JEAN
BARTIK
THE LIFE

Born under the name Betty Jean Jennings she was the sixth child out of seven of William Smith Jennings and Lula May Spainhower. Bartik was raised in rural Missouri and she graduated at high school at only 16 years old. She attended Northwest Missouri State Teachers College where she received a math degree. In 1945, Bartik left for Philadelphia and began working on the ENIAC project, forming part of a crucial group of women programmers. With her group she designed many fundamental programs. After she also worked on BINAC and UNIVAC. She died in 2011 after some health issues.

AT WORK

In 1945 she joint the army because they were searching for human calculators even though she could easily became a math teacher. Her job was to calculate balistic trajectories. For this reason she was selected for the ENIAC progect. The Electronic Numeric Integrator and Computer (ENIAC) was developed precisely to calculate the ballistic trajectories that until then were processed by human computers (Human computers) such as Bartik by hand. Jean Bartik was asked to develop scenarios for the ENIAC which always had to be programmed by hand in the hardware. With her there was other 6 woman. The six women who worked on the ENIAC project developed subroutines, nesting processes and other fundamental programming techniques and probably invented the discipline of programming today's digital computers

THE DIFFICULTY

Jean Bartik during hes career had to come across a lot of obstacles. First she was a woman in a world full of men. During that time this type of feature where considered less important. When she worked there they didn't tell her all the information about the machines that she and her collegues were working on. They had to figure it out themself. At first they didn't even give them the proper space to work so they had to use unused room and all the place they could find.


• What to do
If a line of the records contains the string "side", copy it out.

### Records to process ###

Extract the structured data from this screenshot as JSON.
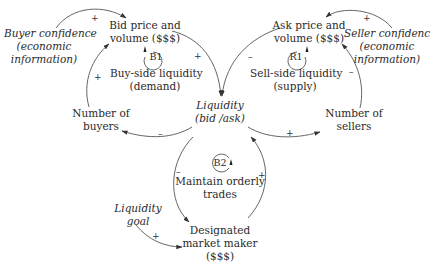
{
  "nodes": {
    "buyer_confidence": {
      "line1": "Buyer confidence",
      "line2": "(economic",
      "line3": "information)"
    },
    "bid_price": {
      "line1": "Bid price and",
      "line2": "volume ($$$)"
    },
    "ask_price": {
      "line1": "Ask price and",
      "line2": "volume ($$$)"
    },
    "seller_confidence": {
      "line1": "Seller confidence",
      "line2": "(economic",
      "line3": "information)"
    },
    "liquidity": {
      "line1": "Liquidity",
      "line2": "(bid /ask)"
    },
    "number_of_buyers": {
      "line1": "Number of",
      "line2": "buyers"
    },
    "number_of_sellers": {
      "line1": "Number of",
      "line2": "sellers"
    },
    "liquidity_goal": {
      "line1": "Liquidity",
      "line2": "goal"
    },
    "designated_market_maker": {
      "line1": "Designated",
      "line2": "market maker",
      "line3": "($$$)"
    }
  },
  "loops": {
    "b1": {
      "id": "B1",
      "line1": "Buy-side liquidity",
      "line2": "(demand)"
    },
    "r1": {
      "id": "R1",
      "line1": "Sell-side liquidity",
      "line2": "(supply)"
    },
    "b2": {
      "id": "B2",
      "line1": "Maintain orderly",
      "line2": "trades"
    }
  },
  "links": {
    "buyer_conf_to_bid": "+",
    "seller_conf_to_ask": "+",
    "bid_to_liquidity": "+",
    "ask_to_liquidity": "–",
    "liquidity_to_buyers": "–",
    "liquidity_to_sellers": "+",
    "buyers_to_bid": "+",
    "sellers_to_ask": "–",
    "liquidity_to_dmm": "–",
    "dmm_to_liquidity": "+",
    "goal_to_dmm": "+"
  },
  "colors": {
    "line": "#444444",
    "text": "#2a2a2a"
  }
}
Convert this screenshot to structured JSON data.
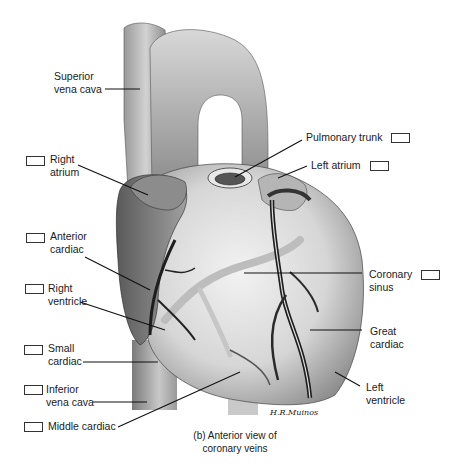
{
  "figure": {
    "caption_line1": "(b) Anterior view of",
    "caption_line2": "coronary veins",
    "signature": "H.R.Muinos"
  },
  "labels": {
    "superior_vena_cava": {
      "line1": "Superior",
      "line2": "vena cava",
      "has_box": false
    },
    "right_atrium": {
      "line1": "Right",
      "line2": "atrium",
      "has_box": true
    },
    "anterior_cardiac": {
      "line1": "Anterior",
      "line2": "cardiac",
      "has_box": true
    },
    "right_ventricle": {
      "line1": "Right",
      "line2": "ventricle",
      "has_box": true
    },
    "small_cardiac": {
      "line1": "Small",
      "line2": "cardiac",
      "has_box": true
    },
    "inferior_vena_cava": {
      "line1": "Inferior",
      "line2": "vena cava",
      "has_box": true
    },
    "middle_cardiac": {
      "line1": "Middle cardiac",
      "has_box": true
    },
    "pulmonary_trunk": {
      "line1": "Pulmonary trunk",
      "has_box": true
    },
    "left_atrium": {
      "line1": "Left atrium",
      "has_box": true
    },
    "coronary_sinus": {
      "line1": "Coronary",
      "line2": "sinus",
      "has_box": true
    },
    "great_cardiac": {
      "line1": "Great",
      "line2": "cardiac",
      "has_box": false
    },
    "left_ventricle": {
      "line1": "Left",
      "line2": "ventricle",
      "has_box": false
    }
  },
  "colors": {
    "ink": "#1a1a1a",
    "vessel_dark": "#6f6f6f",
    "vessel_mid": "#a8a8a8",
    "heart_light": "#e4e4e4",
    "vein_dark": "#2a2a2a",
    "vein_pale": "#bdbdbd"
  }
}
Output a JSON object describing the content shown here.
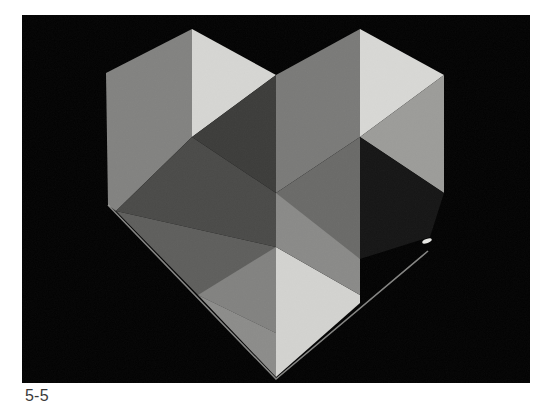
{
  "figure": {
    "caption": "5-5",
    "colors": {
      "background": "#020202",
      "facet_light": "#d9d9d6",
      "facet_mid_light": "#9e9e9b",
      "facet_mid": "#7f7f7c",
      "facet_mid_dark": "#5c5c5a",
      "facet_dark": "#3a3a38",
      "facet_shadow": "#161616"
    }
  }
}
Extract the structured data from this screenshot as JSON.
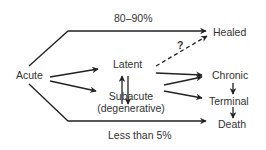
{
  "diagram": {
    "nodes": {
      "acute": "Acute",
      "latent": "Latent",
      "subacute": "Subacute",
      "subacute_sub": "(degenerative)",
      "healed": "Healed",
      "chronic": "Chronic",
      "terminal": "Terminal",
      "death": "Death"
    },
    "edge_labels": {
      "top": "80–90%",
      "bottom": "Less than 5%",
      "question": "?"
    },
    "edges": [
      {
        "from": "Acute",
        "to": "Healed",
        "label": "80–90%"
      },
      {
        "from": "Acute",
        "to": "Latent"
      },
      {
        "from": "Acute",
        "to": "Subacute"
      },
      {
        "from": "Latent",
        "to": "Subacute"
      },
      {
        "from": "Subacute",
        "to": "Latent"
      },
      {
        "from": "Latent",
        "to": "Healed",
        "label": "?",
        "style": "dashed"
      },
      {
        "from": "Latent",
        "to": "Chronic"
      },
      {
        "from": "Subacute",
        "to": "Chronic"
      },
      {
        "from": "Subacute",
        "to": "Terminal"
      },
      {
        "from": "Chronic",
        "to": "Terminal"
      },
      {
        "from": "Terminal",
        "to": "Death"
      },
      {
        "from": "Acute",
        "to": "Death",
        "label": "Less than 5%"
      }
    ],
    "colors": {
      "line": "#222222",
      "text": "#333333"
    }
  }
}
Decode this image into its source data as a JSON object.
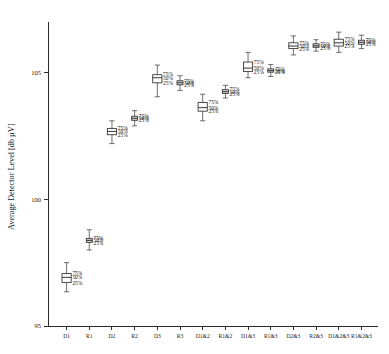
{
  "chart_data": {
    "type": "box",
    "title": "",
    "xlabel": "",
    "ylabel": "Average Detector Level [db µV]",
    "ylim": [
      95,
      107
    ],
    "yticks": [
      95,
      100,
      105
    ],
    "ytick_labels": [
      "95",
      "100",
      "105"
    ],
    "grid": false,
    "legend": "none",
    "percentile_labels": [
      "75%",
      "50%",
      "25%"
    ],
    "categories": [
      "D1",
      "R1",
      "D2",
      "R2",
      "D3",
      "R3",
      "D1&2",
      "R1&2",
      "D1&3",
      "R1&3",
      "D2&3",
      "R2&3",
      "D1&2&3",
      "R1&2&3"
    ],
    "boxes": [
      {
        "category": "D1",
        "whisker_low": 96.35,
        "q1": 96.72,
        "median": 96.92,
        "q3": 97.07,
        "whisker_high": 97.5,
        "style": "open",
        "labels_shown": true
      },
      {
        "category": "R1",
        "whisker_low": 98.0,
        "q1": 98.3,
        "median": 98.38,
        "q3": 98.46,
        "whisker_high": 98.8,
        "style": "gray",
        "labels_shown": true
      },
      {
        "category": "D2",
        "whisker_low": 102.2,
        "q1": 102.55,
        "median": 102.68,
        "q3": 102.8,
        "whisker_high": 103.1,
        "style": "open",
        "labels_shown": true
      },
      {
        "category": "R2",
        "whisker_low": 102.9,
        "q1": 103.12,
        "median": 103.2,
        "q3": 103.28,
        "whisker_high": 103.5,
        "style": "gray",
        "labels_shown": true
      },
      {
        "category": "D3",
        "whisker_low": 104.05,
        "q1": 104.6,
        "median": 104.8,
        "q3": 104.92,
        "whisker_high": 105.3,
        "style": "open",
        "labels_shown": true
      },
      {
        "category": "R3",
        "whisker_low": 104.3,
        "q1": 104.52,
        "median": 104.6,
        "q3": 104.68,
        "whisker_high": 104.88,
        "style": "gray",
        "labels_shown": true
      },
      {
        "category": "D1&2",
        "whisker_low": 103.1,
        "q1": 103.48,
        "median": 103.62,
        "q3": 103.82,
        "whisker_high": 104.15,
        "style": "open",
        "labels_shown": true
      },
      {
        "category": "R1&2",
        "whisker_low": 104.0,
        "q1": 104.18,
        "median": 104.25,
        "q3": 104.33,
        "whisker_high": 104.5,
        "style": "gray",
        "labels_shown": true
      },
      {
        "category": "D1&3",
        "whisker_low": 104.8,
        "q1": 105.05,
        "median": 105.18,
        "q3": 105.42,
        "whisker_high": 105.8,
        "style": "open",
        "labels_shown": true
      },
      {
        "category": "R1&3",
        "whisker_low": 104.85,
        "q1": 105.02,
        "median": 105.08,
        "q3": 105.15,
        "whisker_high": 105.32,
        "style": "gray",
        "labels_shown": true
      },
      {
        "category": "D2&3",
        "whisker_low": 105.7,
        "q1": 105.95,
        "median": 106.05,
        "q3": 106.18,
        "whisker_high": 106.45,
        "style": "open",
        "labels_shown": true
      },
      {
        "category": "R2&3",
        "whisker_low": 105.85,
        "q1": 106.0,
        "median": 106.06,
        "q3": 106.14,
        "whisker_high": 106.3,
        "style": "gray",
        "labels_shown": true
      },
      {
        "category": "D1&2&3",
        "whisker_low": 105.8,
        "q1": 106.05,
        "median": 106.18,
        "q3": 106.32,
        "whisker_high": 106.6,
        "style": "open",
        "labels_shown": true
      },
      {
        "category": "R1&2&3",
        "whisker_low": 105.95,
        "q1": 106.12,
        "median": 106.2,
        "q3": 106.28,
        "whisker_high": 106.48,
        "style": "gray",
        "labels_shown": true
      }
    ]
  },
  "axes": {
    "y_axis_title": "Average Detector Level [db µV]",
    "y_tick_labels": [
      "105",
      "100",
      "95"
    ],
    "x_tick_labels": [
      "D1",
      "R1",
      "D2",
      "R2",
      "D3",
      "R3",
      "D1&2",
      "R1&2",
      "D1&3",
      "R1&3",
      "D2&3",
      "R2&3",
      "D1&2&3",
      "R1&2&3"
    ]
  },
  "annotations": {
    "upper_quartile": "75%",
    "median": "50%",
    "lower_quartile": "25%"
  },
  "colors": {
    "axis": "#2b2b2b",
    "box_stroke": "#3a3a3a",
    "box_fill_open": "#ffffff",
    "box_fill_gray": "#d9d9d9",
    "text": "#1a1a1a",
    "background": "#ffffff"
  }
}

###

• Task output
      "line1": "Buy-side liquidity",
      "line1": "Sell-side liquidity",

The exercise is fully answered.